Minimalism, downsizing, tiny houses. Experiences above objects. Decluttering and simplifying your lifestyle. Over the past few years the idea that the road to happiness may actually be paved with less, not more, has become a first-world obsession for millions of people around the globe.
Anyone who’s ever cleaned out a closet or streamlined their investment accounts can attest to the effect. So is the secret to greater well-being found in simplifying and shedding possessions we no longer need? If so, why? What’s happening to us psychologically when we bag up all those shoes? And if decluttering is so good for you, why is it so hard? Why do we hang on to all this stuff in the first place?
A new paper out this week by Sarah Newcomb, a behavioral economist with Morningstar, offers some tantalizing insights into what’s going on here.
“Our sense of self includes things we have control over,” she says. That connection can run deep, especially when you tie a personal story to an object, and even when that object isn’t serving a useful purpose anymore. That bowl I no longer use was a wedding gift from my aunt; the chair no one sits in was my great-grandmother’s; my daughter’s dolls she rarely plays with anymore had been mine as a child. Everything is freighted with memory. Parting with things that remind you of good times or people you care about becomes difficult, because it actually feels like you’re paring down a part of yourself.
It isn’t just heirlooms and mementoes, says Newcomb. “Psychological ownership extends to things that you touch,” she says. If you were at a restaurant, and a waiter suddenly snatched away your glass of water, you might be “personally affronted,” since in your mind’s eye while you’re using that glass, it’s yours. Similarly, do you regard office furniture at work as “your” desk and “your” chair? This helps explain, too, why retail therapy is indeed a real effect. When we feel depleted or fatigued, acquiring something new can momentarily enhance our sense of self and boosts our identity, Newcomb says.
So if we’re tied so closely to things, why would paring back help increase our sense of well-being?
To find out, Newcomb surveyed U.S. adults, with varying degrees of wealth, how much “control” they felt over their financial lives, as well as whether they felt positively or negatively about their finances. She did not “measure how much control a person actually had in their financial lives, but how much they believed they had,” according to the paper.
“It is the feeling of power, not necessarily the exercise of it, that we found was linked to emotional well-being.” What she found is a strong correlation between a sense of power over choices in their financial lives and experiencing more positive feelings such as more joy, peace, satisfaction and pride.
The amount of money you had was not the most important thing, and the top earners she studied were not necessarily the happiest people. The standardized effect size of empowerment on emotional well-being was more than twice as large as income, according to the paper. In fact, those with higher salaries often reported feeling stress too, something she explains by pointing to the undeniable relationship between how bigger expenses require more upkeep.
Her conclusion: Identifying what is really necessary frees up more mental and emotional resources, enhancing a greater sense of well-being. It’s a logical connection given that many economic forces are indeed way beyond our control. Market moves, interest rates, the overall economy, our employers’ (or prospective employers’) hiring plans — the only thing you can actually choose is your own lifestyle.
“One of the benefits of scaling down is your maintenance costs are lower,” she says. “The more that you have, the more that you need to maintain.” Indulging in retail therapy too, while providing a temporary boost, comes with an even greater downside given that feeling fades quickly.
“What we need to understand is that the cost is permanent,” she says, “and the benefit is not.”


→ What this task involves: Find every line in the data that contains the word "JSON". Return each of those lines.

=== Section Start ===

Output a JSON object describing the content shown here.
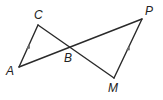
{
  "diagram": {
    "type": "geometry",
    "points": {
      "A": {
        "label": "A",
        "x": 19,
        "y": 67
      },
      "C": {
        "label": "C",
        "x": 38,
        "y": 25
      },
      "B": {
        "label": "B",
        "x": 68,
        "y": 48
      },
      "P": {
        "label": "P",
        "x": 142,
        "y": 19
      },
      "M": {
        "label": "M",
        "x": 114,
        "y": 78
      }
    },
    "segments": [
      {
        "from": "A",
        "to": "C",
        "marked_parallel": true
      },
      {
        "from": "A",
        "to": "P",
        "marked_parallel": false
      },
      {
        "from": "C",
        "to": "M",
        "marked_parallel": false
      },
      {
        "from": "M",
        "to": "P",
        "marked_parallel": true
      }
    ],
    "labels": {
      "A": "A",
      "B": "B",
      "C": "C",
      "M": "M",
      "P": "P"
    },
    "colors": {
      "line": "#2a2a2a",
      "arrow": "#6a6a6a",
      "background": "#ffffff"
    }
  }
}
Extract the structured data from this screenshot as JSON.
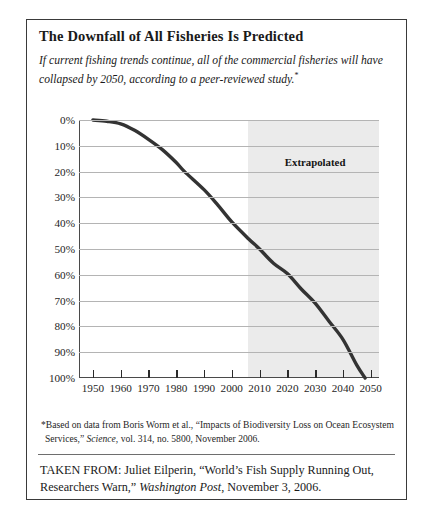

=== Section End ===

→ Worked solution:
Output a JSON object describing the content shown here.
Extract the structured data from this screenshot as JSON.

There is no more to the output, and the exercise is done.